The Career Path I Didn’t Realize I Was Building as a Stay-at-Home Mom

A candid work-from-home setup with an open laptop and notebook on a wooden desk, surrounded by baby items including toys, a bottle, diapers, wipes, and small socks.

If you had asked me a few years ago what my career plan looked like, I wouldn’t have had an answer for you. Not because I didn’t care, but because I cared enough to lose sleep over it…and still had nothing figured out.

At the time, I was home raising multiple kids. My husband was working 12–16-hour days in construction, basically coming home to eat and sleep, and I was doing what most stay-at-home moms do – keeping everything running while somehow feeling like none of it counted in the ways that felt measurable.

Those years were the best days, but they were also the heaviest ones.

I don’t regret staying home with my kids or putting a career on the back burner. I would make that same decision again. But it was hard in ways that are difficult to explain unless you’ve lived it. We were always on a budget, constantly trying to make each paycheck stretch just a little further.

On the hardest days, I wished I could find something…anything… that would bring in a little extra money to take some of that pressure off my husband. Instead, everything I found felt like a dead end. MLMs, survey sites that paid in pennies, data entry jobs that felt sketchy at best – nothing that actually worked for the kind of life we were living. Just things that made you feel worse for even trying.

It’s a weird position to be in – feeling useless and valuable at the same time. Both things can be true, but the tension and guilt don’t really go away, even if no one is saying it out loud.

To quiet the noise and the self-doubt, I started reading more. 

What began as self-development books on marriage and family eventually led to communication, mindset, habits, and just figuring out how to show up better in the life I already had.

There really wasn’t some bigger plan behind it. I just needed something that pulled me out of that stuck funk I was feeling and gave me a little forward motion.

From Stay-at-Home Mom to Content Team Lead

Back in 2022, we moved from Colorado to Tennessee in pursuit of a better life. But after getting settled, we quickly realized that there was no outrunning the cost of living, no matter where you go. In case you didn’t know, kids are expensive everywhere.

Then an opportunity came along – a part-time, work-from-home content writing job. I was hesitant to apply. I had been out of the workforce for more than ten years, and the only writing samples I had were from this blog. It didn’t feel like much to offer. But to my surprise, I received an email asking to meet for an interview. 

Long story short, it was not the company for me. But that decision led me to another opportunity at a different company – a full-time role. Not everyone was convinced I could handle it. But I shrugged it off and thought, I’ll figure it out.

And I did.

About five months into that role, a position opened up for an editor. I pitched the idea to our COO, explaining why I thought I could fill the gap. After thinking it over, his response was simple: “It only makes sense.”

That led to a meeting with the CEO, who agreed to give me a chance.

That was the first moment where it really hit me – not just that I was capable of doing more, but that someone else saw that, too. It also made me realize how much opportunity there was to grow. If I was willing to step up, there was space for it.

About a year later, I started paying more attention to where I could be more helpful – bringing on new writers and improving consistency across the team, while also supporting the people behind the work. My CEO noticed the impact and offered leadership training as a way to support that growth. A few months later, I found myself stepping into a team lead role.

The Work You Think Doesn’t Matter Still Counts

Now, when I look back on that season of life, I don’t see it the same way I did at the time. I thought I was standing still, but I wasn’t.

The small, intentional decisions to keep growing (even when it didn’t seem necessary) made more of a difference than I realized when the opportunity finally showed up. 

Because a lot of life really is waiting for opportunities – jobs opening up, people finally noticing what you’re good at, and getting a chance you didn’t see coming. But the other half is what you do while you’re waiting.

I feel lucky in a lot of ways, especially because it’s not easy to find work flexible enough to continue homeschooling, and I don’t take it for granted.

But getting here didn’t feel like luck.

A leadership coach once told me, If you’re going to pick up the ball, score.

It’s easy to hesitate when something new is put in front of you – to question whether you’re ready, whether you deserve it, or whether you’re the right person. But at some point, it really does come down to that.

You either step into it, or you don’t. And I hope you don’t overlook the decisions you’re making today because they might be the ones that change everything.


§ **Work request**: Return all lines from the entries below in which the word "humidity" is present.

>>>>

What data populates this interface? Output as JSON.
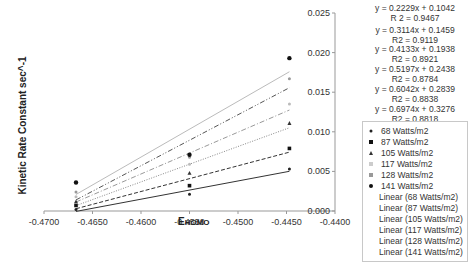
{
  "chart_data": {
    "type": "scatter",
    "title": "",
    "xlabel": "EHOMO",
    "xlabel_main": "E",
    "xlabel_sub": "HOMO",
    "ylabel": "Kinetic Rate Constant sec^-1",
    "xlim": [
      -0.47,
      -0.44
    ],
    "ylim": [
      0.0,
      0.025
    ],
    "x_ticks": [
      "-0.4700",
      "-0.4650",
      "-0.4600",
      "-0.4550",
      "-0.4500",
      "-0.4450",
      "-0.4400"
    ],
    "y_ticks": [
      "0.000",
      "0.005",
      "0.010",
      "0.015",
      "0.020",
      "0.025"
    ],
    "y_axis_position": "right",
    "grid": false,
    "legend_position": "right",
    "x": [
      -0.4667,
      -0.455,
      -0.4447
    ],
    "series": [
      {
        "name": "68 Watts/m2",
        "marker": "dot",
        "color": "#222222",
        "values": [
          0.0002,
          0.0021,
          0.0053
        ],
        "trendline": {
          "name": "Linear (68 Watts/m2)",
          "style": "solid",
          "color": "#333333",
          "equation": "y = 0.2229x + 0.1042",
          "r2": "R 2 = 0.9467",
          "slope": 0.2229,
          "intercept": 0.1042
        }
      },
      {
        "name": "87 Watts/m2",
        "marker": "square",
        "color": "#111111",
        "values": [
          0.0007,
          0.0032,
          0.0079
        ],
        "trendline": {
          "name": "Linear (87 Watts/m2)",
          "style": "dashed",
          "color": "#333333",
          "equation": "y = 0.3114x + 0.1459",
          "r2": "R2 = 0.9119",
          "slope": 0.3114,
          "intercept": 0.1459
        }
      },
      {
        "name": "105 Watts/m2",
        "marker": "triangle",
        "color": "#333333",
        "values": [
          0.0012,
          0.0048,
          0.0111
        ],
        "trendline": {
          "name": "Linear (105 Watts/m2)",
          "style": "dotted",
          "color": "#888888",
          "equation": "y = 0.4133x + 0.1938",
          "r2": "R2 = 0.8921",
          "slope": 0.4133,
          "intercept": 0.1938
        }
      },
      {
        "name": "117 Watts/m2",
        "marker": "x",
        "color": "#bbbbbb",
        "values": [
          0.0018,
          0.0059,
          0.0135
        ],
        "trendline": {
          "name": "Linear (117 Watts/m2)",
          "style": "dashdot",
          "color": "#999999",
          "equation": "y = 0.5197x + 0.2438",
          "r2": "R2 = 0.8784",
          "slope": 0.5197,
          "intercept": 0.2438
        }
      },
      {
        "name": "128 Watts/m2",
        "marker": "star",
        "color": "#999999",
        "values": [
          0.0024,
          0.0068,
          0.0167
        ],
        "trendline": {
          "name": "Linear (128 Watts/m2)",
          "style": "dashdotdot",
          "color": "#555555",
          "equation": "y = 0.6042x + 0.2839",
          "r2": "R2 = 0.8838",
          "slope": 0.6042,
          "intercept": 0.2839
        }
      },
      {
        "name": "141 Watts/m2",
        "marker": "circle",
        "color": "#111111",
        "values": [
          0.0036,
          0.0071,
          0.0193
        ],
        "trendline": {
          "name": "Linear (141 Watts/m2)",
          "style": "solid",
          "color": "#bbbbbb",
          "equation": "y = 0.6974x + 0.3276",
          "r2": "R2 = 0.8818",
          "slope": 0.6974,
          "intercept": 0.3276
        }
      }
    ]
  },
  "equations": [
    {
      "eq": "y = 0.2229x + 0.1042",
      "r2": "R 2 = 0.9467"
    },
    {
      "eq": "y = 0.3114x + 0.1459",
      "r2": "R2 = 0.9119"
    },
    {
      "eq": "y = 0.4133x + 0.1938",
      "r2": "R2 = 0.8921"
    },
    {
      "eq": "y = 0.5197x + 0.2438",
      "r2": "R2 = 0.8784"
    },
    {
      "eq": "y = 0.6042x + 0.2839",
      "r2": "R2 = 0.8838"
    },
    {
      "eq": "y = 0.6974x + 0.3276",
      "r2": "R2 = 0.8818"
    }
  ],
  "legend": {
    "markers": [
      "68 Watts/m2",
      "87 Watts/m2",
      "105 Watts/m2",
      "117 Watts/m2",
      "128 Watts/m2",
      "141 Watts/m2"
    ],
    "lines": [
      "Linear (68 Watts/m2)",
      "Linear (87 Watts/m2)",
      "Linear (105 Watts/m2)",
      "Linear (117 Watts/m2)",
      "Linear (128 Watts/m2)",
      "Linear (141 Watts/m2)"
    ]
  }
}
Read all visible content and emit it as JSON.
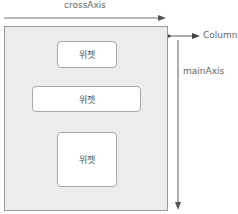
{
  "diagram": {
    "cross_axis_label": "crossAxis",
    "main_axis_label": "mainAxis",
    "container_label": "Column",
    "widgets": [
      {
        "label": "위젯"
      },
      {
        "label": "위젯"
      },
      {
        "label": "위젯"
      }
    ],
    "colors": {
      "container_fill": "#ececec",
      "container_border": "#9a9a9a",
      "widget_fill": "#ffffff",
      "arrow": "#555555"
    }
  }
}
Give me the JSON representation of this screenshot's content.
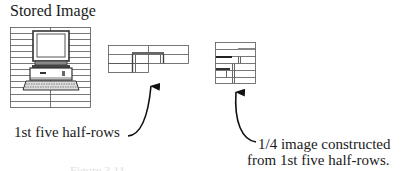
{
  "diagram": {
    "title": "Stored Image",
    "labels": {
      "half_rows": "1st five half-rows",
      "quarter_line1": "1/4 image constructed",
      "quarter_line2": "from 1st five half-rows."
    },
    "caption": "Figure 3.11",
    "panels": [
      {
        "name": "stored-image",
        "rows": 13,
        "cols": 2
      },
      {
        "name": "half-rows-image",
        "rows": 3,
        "cols": 2
      },
      {
        "name": "quarter-image",
        "rows": 6,
        "cols": 1
      }
    ],
    "colors": {
      "line": "#444444",
      "dark": "#222222",
      "gray": "#888888"
    }
  }
}
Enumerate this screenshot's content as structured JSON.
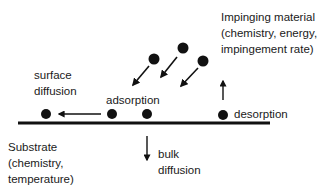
{
  "labels": {
    "impinging": "Impinging material\n(chemistry, energy,\nimpingement rate)",
    "surface_diffusion": "surface\ndiffusion",
    "adsorption": "adsorption",
    "desorption": "desorption",
    "substrate": "Substrate\n(chemistry,\ntemperature)",
    "bulk_diffusion": "bulk\ndiffusion"
  },
  "colors": {
    "ink": "#111111",
    "background": "#ffffff"
  }
}
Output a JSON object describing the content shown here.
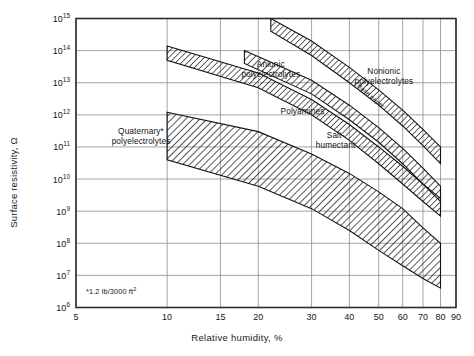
{
  "chart_data": {
    "type": "line",
    "title": "",
    "xlabel": "Relative humidity, %",
    "ylabel": "Surface resistivity, Ω",
    "xscale": "log",
    "yscale": "log",
    "xlim": [
      5,
      90
    ],
    "ylim": [
      1000000.0,
      1000000000000000.0
    ],
    "grid": true,
    "legend_position": "inline-annotations",
    "xticks": [
      5,
      10,
      15,
      20,
      30,
      40,
      50,
      60,
      70,
      80,
      90
    ],
    "xtick_labels": [
      "5",
      "10",
      "15",
      "20",
      "30",
      "40",
      "50",
      "60",
      "70",
      "80",
      "90"
    ],
    "yticks": [
      1000000.0,
      10000000.0,
      100000000.0,
      1000000000.0,
      10000000000.0,
      100000000000.0,
      1000000000000.0,
      10000000000000.0,
      100000000000000.0,
      1000000000000000.0
    ],
    "ytick_labels": [
      "10⁶",
      "10⁷",
      "10⁸",
      "10⁹",
      "10¹⁰",
      "10¹¹",
      "10¹²",
      "10¹³",
      "10¹⁴",
      "10¹⁵"
    ],
    "ytick_mantissa": "10",
    "ytick_exponents": [
      "6",
      "7",
      "8",
      "9",
      "10",
      "11",
      "12",
      "13",
      "14",
      "15"
    ],
    "series": [
      {
        "name": "Quaternary* polyelectrolytes",
        "style": "hatched-band",
        "upper": [
          [
            10,
            1200000000000.0
          ],
          [
            20,
            300000000000.0
          ],
          [
            30,
            60000000000.0
          ],
          [
            40,
            15000000000.0
          ],
          [
            50,
            4000000000.0
          ],
          [
            60,
            1200000000.0
          ],
          [
            70,
            300000000.0
          ],
          [
            80,
            100000000.0
          ]
        ],
        "lower": [
          [
            10,
            40000000000.0
          ],
          [
            20,
            6000000000.0
          ],
          [
            30,
            1200000000.0
          ],
          [
            40,
            250000000.0
          ],
          [
            50,
            60000000.0
          ],
          [
            60,
            20000000.0
          ],
          [
            70,
            8000000.0
          ],
          [
            80,
            4000000.0
          ]
        ]
      },
      {
        "name": "Anionic polyelectrolytes",
        "style": "hatched-band",
        "upper": [
          [
            10,
            140000000000000.0
          ],
          [
            20,
            20000000000000.0
          ],
          [
            30,
            3000000000000.0
          ],
          [
            40,
            500000000000.0
          ],
          [
            50,
            100000000000.0
          ],
          [
            60,
            25000000000.0
          ],
          [
            70,
            7000000000.0
          ],
          [
            80,
            2500000000.0
          ]
        ],
        "lower": [
          [
            10,
            50000000000000.0
          ],
          [
            20,
            7000000000000.0
          ],
          [
            30,
            1000000000000.0
          ],
          [
            40,
            160000000000.0
          ],
          [
            50,
            30000000000.0
          ],
          [
            60,
            7000000000.0
          ],
          [
            70,
            2000000000.0
          ],
          [
            80,
            700000000.0
          ]
        ]
      },
      {
        "name": "Polyamines",
        "style": "hatched-band",
        "upper": [
          [
            18,
            100000000000000.0
          ],
          [
            30,
            12000000000000.0
          ],
          [
            40,
            2000000000000.0
          ],
          [
            50,
            400000000000.0
          ],
          [
            60,
            90000000000.0
          ],
          [
            70,
            22000000000.0
          ],
          [
            80,
            6000000000.0
          ]
        ],
        "lower": [
          [
            18,
            40000000000000.0
          ],
          [
            30,
            4500000000000.0
          ],
          [
            40,
            700000000000.0
          ],
          [
            50,
            140000000000.0
          ],
          [
            60,
            30000000000.0
          ],
          [
            70,
            7000000000.0
          ],
          [
            80,
            2000000000.0
          ]
        ]
      },
      {
        "name": "Salt-humectant / Nonionic polyelectrolytes",
        "style": "hatched-band",
        "upper": [
          [
            22,
            1000000000000000.0
          ],
          [
            30,
            200000000000000.0
          ],
          [
            40,
            30000000000000.0
          ],
          [
            50,
            6000000000000.0
          ],
          [
            60,
            1400000000000.0
          ],
          [
            70,
            350000000000.0
          ],
          [
            80,
            100000000000.0
          ]
        ],
        "lower": [
          [
            22,
            400000000000000.0
          ],
          [
            30,
            70000000000000.0
          ],
          [
            40,
            10000000000000.0
          ],
          [
            50,
            2000000000000.0
          ],
          [
            60,
            450000000000.0
          ],
          [
            70,
            110000000000.0
          ],
          [
            80,
            30000000000.0
          ]
        ]
      }
    ],
    "annotations": [
      {
        "text": "Anionic\npolyelectrolytes",
        "x": 22,
        "y": 25000000000000.0
      },
      {
        "text": "Polyamines",
        "x": 28,
        "y": 1200000000000.0
      },
      {
        "text": "Salt-\nhumectant",
        "x": 36,
        "y": 150000000000.0
      },
      {
        "text": "Nonionic\npolyelectrolytes",
        "x": 52,
        "y": 15000000000000.0
      },
      {
        "text": "Quaternary*\npolyelectrolytes",
        "x": 8.2,
        "y": 200000000000.0
      },
      {
        "text": "Base  paper",
        "x": 47,
        "y": 4000000000000.0,
        "rotated": true
      }
    ],
    "footnote": {
      "prefix": "*1.2 lb/3000 ft",
      "exponent": "2"
    }
  },
  "axis": {
    "ylabel_text": "Surface resistivity, Ω",
    "xlabel_text": "Relative humidity, %"
  },
  "colors": {
    "background": "#ffffff",
    "frame": "#2b2b2b",
    "grid": "#8d8d8d",
    "hatch": "#1e1e1e",
    "text": "#161616"
  }
}
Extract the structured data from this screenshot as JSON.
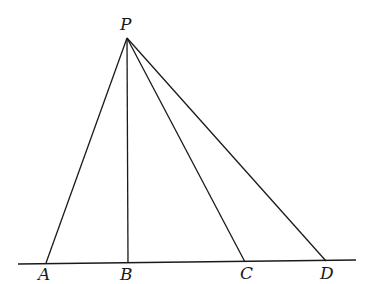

<<<<

§ **Response for this exercise**:
    "xlabel": "Relative humidity, %",
    "xlabel_text": "Relative humidity, %"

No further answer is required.